Parallel Kingdom

A perilous journey.
Rather than dropping you into a wholly fictional realm, Parallel Kingdom wanders off the beaten RPG path. It plots your physical location in space with Google Maps then overlays it with a host of monsters, items, and adventurers. Using the touchscreen, you guide your avatar around the few square miles of your town, picking up spare armor and weapons to do battle with roving wolf packs, stag herds, and the occasional troll. As you move to different real-world locales the overlay changes, dynamically.
Melding real-world data with a virtual game is no easy task, and Parallel Kingdom sometimes loses its way. The game doesn't use locative data from Google very effectively. Your local map essentially serves as an irrelevant canvas where physical structures like lakes, roads, and parks don't inhibit an avatar's movement or correlate to the type of creatures that spawn. Parallel Kingdom also suffers from frequent crashes, which pull you out of the game and often lead to an untimely death, as your avatar can be killed in-game after logout.
When the game's poor stability wasn't getting us eaten by wolves, we noticed some interesting enemy behaviors and game mechanics. Wolves tend to hunt in packs, stag herds scatter when provoked, and your health regenerates when you rest under pine trees. What ultimately leads the game in circles, though, is its lack of customization and social framework. Every character is displayed as an ubiquitous smiley face without common RPG attributes like strength or constitution. While you can message other players in-game and see them on the map, the communication system provides only a scant framework to coordinate attacks and share loot. We wanted more team collaboration and to make real-world friends.
Parallel Kingdom is one of the first in an undoubtedly long line of location-aware iPhone games. The title is a first, noble step in a very long journey, but the game provides only enough of a bread trail to pass the time when you're otherwise bored
Parallel Kingdom strips down RPG gameplay to your own neighborhood, but its spotty use of locative data and poor social networking disappoint.Parallel Kingdom
COMPANY: PerBlue
CONTACT: www.perblue.com
PRICE: Free
REQUIREMENTS: iPhone or iPod touch with 2.0 software update.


| Work instructions |
Which lines in the records below include the word "like"? Report each of them in full.

| Input data |
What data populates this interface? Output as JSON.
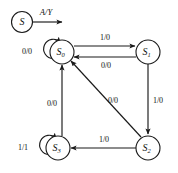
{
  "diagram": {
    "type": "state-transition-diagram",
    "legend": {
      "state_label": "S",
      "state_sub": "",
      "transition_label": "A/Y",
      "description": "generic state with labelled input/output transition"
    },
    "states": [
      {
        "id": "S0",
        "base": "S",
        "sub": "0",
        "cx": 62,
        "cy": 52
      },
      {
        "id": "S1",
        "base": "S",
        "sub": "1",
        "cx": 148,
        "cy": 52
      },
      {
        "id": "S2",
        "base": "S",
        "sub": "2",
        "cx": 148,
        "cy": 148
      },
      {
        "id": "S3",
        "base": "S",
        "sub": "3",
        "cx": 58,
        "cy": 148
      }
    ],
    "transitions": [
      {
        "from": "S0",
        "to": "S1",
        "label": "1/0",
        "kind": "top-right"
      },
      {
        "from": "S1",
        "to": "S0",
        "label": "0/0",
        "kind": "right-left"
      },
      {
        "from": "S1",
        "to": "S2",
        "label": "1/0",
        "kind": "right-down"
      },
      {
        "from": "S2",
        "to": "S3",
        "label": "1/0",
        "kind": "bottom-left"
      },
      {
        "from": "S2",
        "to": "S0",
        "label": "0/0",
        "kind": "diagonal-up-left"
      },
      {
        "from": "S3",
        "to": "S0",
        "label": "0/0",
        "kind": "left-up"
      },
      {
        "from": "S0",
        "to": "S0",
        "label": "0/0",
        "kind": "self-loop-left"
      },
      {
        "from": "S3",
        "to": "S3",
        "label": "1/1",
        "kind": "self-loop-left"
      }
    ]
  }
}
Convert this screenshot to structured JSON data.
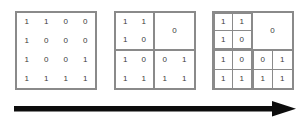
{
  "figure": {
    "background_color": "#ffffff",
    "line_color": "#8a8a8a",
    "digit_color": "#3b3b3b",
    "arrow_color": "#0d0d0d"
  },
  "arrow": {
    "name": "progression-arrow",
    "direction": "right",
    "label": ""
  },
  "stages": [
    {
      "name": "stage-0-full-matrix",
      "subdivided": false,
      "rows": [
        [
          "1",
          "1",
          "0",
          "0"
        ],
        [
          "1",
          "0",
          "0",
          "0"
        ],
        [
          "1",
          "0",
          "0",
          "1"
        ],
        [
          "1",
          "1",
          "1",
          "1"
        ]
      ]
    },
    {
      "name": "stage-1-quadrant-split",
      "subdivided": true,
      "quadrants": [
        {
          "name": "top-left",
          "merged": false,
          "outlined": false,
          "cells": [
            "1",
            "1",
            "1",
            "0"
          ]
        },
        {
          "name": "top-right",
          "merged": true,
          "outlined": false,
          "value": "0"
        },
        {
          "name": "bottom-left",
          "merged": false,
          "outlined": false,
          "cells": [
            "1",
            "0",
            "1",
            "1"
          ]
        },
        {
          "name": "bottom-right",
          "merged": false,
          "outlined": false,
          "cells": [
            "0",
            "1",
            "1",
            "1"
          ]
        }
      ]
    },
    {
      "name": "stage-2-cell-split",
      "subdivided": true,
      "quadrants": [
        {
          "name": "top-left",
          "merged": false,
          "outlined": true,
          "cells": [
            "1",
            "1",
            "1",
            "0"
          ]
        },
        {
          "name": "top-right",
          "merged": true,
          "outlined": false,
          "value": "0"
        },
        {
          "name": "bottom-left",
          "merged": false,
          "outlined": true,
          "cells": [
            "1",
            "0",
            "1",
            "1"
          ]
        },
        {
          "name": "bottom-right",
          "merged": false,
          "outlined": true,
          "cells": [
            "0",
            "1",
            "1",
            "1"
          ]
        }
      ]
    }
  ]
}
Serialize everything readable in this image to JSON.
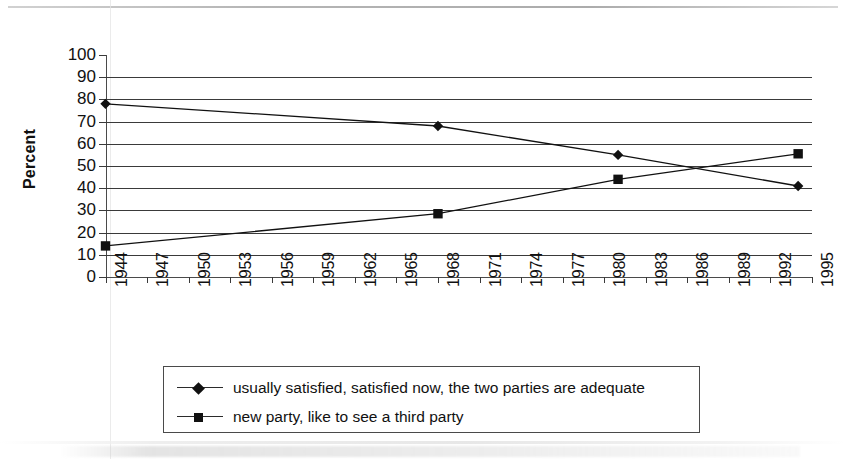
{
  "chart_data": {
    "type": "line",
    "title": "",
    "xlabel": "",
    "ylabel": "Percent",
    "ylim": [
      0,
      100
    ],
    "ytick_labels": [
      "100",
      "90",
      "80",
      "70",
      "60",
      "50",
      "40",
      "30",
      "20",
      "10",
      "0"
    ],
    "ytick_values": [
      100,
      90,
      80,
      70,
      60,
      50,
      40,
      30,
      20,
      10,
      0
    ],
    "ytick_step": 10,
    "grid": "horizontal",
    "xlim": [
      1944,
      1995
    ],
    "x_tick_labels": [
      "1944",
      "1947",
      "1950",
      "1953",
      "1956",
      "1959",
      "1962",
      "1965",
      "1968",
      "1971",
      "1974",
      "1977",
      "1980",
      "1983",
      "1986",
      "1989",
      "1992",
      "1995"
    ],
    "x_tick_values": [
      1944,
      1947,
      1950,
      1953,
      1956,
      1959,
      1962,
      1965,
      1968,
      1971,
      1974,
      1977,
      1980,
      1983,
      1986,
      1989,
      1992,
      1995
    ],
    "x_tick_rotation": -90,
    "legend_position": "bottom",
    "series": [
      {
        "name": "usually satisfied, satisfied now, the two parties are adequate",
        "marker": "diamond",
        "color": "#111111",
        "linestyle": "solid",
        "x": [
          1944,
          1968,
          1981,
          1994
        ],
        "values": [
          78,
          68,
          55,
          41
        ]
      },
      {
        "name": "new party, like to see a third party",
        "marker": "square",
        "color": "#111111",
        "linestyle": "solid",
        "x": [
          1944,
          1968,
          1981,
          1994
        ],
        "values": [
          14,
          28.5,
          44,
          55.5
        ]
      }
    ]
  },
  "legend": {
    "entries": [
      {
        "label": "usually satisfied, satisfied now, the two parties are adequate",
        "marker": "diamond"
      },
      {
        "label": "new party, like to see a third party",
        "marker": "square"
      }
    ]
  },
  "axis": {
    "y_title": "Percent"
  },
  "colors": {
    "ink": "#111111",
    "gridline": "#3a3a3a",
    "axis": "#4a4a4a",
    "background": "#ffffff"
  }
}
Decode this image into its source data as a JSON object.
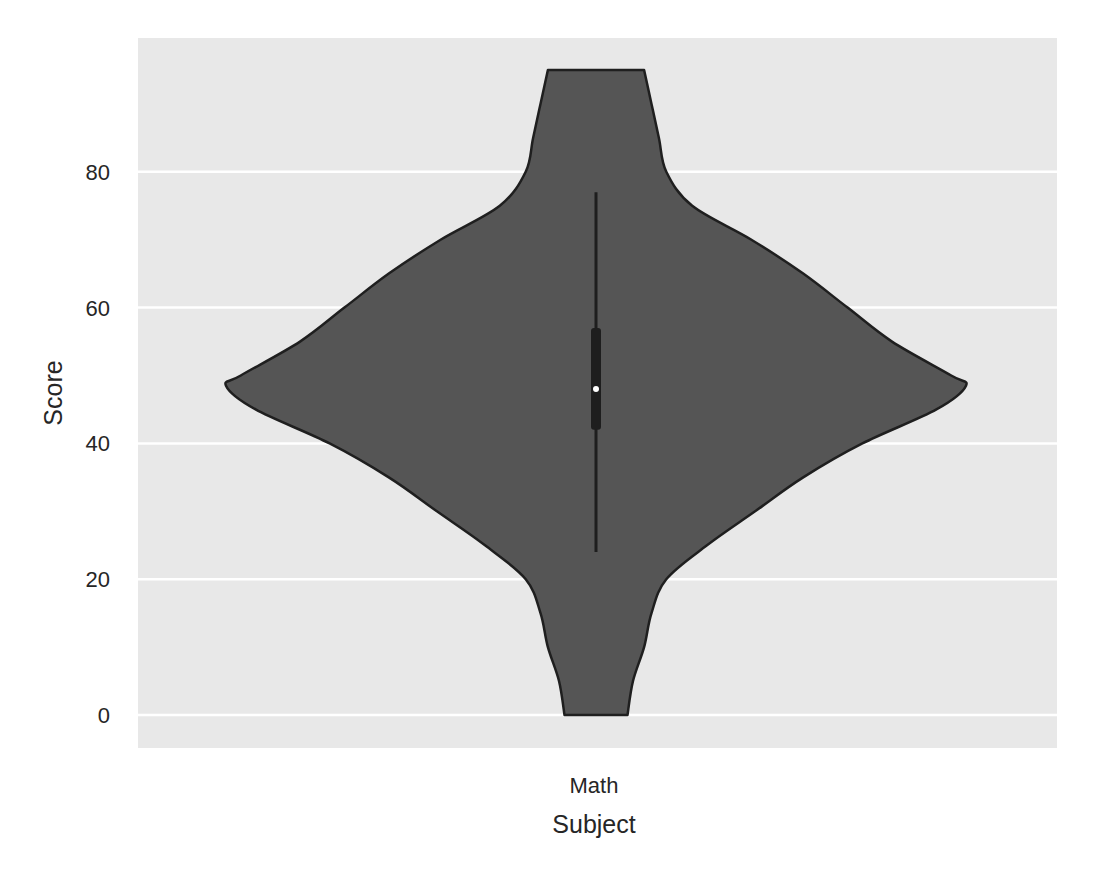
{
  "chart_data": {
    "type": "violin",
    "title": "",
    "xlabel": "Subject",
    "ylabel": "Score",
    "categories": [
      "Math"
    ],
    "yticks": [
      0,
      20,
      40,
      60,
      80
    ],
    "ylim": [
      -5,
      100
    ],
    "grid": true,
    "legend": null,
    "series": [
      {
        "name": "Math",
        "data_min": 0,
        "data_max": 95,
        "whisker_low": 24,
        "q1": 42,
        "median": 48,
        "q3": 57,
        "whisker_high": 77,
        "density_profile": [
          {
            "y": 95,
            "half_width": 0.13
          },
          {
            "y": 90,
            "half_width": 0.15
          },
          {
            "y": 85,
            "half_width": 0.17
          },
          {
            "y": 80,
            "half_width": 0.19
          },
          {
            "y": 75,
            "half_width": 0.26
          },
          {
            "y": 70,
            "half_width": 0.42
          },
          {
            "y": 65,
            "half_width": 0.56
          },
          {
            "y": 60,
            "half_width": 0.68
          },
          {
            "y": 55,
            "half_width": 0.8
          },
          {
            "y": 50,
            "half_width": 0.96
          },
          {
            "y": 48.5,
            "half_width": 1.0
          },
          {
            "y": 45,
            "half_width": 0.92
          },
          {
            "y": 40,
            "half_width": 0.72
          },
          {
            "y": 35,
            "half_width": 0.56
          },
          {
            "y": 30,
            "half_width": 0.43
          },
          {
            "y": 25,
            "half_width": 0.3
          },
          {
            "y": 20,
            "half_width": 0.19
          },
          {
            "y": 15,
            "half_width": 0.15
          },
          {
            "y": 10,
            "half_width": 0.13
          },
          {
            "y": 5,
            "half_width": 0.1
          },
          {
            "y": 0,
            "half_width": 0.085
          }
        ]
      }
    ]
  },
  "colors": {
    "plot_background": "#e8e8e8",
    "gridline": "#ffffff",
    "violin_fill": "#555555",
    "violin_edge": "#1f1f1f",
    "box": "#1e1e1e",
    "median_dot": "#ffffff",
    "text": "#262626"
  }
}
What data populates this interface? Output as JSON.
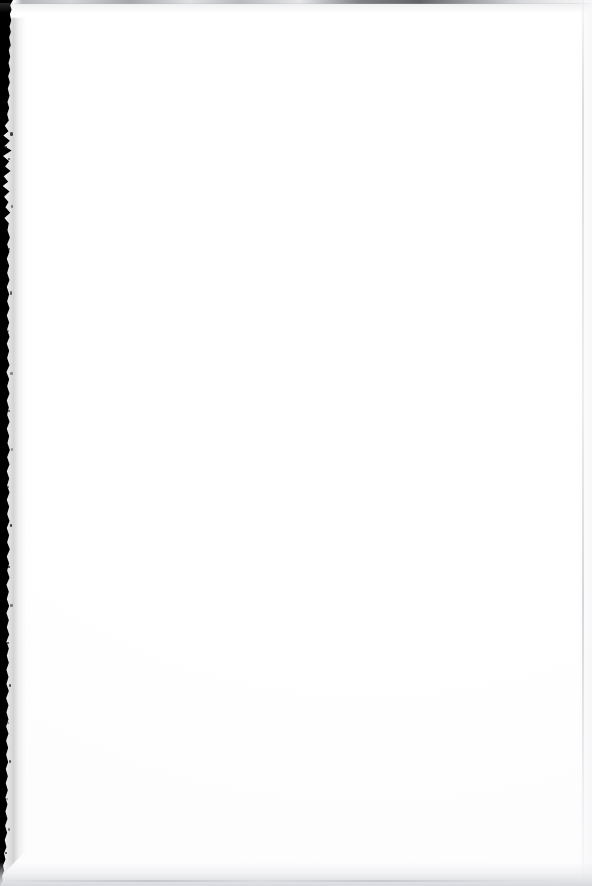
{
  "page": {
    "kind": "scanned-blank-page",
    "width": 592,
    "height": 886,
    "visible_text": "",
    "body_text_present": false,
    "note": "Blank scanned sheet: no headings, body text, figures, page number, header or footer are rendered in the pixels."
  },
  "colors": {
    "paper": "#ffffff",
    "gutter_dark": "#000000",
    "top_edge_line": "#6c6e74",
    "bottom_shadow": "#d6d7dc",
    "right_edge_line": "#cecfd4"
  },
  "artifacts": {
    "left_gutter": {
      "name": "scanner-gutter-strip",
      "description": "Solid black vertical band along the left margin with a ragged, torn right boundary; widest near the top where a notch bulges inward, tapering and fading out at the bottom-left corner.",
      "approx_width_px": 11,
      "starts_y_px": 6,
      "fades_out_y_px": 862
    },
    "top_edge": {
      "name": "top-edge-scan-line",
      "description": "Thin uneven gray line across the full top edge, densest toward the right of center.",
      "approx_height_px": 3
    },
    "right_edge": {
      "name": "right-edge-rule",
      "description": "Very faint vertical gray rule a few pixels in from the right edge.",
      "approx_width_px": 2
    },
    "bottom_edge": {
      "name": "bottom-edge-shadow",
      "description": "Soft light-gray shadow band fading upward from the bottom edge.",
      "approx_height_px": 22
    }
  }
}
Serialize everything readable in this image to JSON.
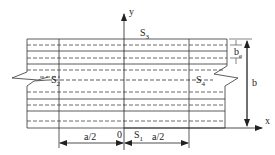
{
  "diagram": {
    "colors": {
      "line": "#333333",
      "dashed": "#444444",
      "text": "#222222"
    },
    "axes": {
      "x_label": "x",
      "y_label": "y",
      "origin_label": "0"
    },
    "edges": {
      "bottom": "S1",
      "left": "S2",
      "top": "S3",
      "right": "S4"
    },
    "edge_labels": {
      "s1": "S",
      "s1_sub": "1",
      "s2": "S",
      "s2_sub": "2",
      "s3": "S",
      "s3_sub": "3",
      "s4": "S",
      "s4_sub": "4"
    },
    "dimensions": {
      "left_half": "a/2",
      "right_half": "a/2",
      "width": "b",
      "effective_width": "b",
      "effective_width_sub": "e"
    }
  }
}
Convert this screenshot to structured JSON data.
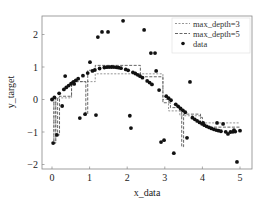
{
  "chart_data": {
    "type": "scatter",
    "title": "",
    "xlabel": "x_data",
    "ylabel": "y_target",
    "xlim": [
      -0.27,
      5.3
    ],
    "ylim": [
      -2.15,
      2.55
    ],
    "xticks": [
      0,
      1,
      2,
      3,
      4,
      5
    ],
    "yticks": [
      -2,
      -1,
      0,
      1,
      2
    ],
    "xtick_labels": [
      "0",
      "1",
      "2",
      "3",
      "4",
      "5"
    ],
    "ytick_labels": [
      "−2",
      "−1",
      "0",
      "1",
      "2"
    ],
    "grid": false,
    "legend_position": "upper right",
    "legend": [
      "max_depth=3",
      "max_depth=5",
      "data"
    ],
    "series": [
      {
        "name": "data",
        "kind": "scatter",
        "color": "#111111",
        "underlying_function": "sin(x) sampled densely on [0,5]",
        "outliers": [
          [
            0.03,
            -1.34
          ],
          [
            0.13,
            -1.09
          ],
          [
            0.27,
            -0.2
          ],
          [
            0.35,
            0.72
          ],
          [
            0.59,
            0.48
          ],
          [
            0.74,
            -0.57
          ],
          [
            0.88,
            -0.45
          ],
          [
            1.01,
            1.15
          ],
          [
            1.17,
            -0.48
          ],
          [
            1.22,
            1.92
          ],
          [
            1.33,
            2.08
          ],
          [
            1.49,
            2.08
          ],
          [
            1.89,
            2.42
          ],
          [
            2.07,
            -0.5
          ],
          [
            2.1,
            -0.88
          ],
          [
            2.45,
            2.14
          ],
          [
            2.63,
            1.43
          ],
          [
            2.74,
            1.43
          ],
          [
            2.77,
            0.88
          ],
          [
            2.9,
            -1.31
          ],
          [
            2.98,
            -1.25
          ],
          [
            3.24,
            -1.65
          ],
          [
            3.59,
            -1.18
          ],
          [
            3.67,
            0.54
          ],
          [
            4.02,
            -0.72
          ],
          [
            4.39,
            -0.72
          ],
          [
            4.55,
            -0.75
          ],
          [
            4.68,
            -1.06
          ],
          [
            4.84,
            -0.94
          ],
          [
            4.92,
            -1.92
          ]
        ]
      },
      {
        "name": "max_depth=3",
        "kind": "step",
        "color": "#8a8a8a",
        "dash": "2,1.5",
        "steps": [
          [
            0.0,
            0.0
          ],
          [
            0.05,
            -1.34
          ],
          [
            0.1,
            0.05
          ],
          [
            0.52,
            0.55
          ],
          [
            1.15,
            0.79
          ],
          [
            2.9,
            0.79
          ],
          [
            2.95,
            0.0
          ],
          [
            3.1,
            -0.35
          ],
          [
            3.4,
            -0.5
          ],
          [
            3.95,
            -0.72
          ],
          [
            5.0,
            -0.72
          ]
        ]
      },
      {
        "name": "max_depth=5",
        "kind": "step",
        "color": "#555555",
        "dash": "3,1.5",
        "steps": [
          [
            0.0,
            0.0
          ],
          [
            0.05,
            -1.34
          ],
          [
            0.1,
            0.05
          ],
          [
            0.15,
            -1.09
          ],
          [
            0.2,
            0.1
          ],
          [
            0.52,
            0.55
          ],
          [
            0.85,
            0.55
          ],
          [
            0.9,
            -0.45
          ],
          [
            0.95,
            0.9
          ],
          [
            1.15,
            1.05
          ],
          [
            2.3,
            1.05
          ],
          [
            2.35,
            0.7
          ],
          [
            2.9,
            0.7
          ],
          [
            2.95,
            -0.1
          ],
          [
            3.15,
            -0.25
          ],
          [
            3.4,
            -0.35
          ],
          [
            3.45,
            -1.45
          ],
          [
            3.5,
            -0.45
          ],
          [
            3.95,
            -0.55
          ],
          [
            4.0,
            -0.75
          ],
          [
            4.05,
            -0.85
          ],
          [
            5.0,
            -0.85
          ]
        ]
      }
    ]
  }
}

| Written reply |
        "name": "new party, like to see a third party",
        "label": "new party, like to see a third party",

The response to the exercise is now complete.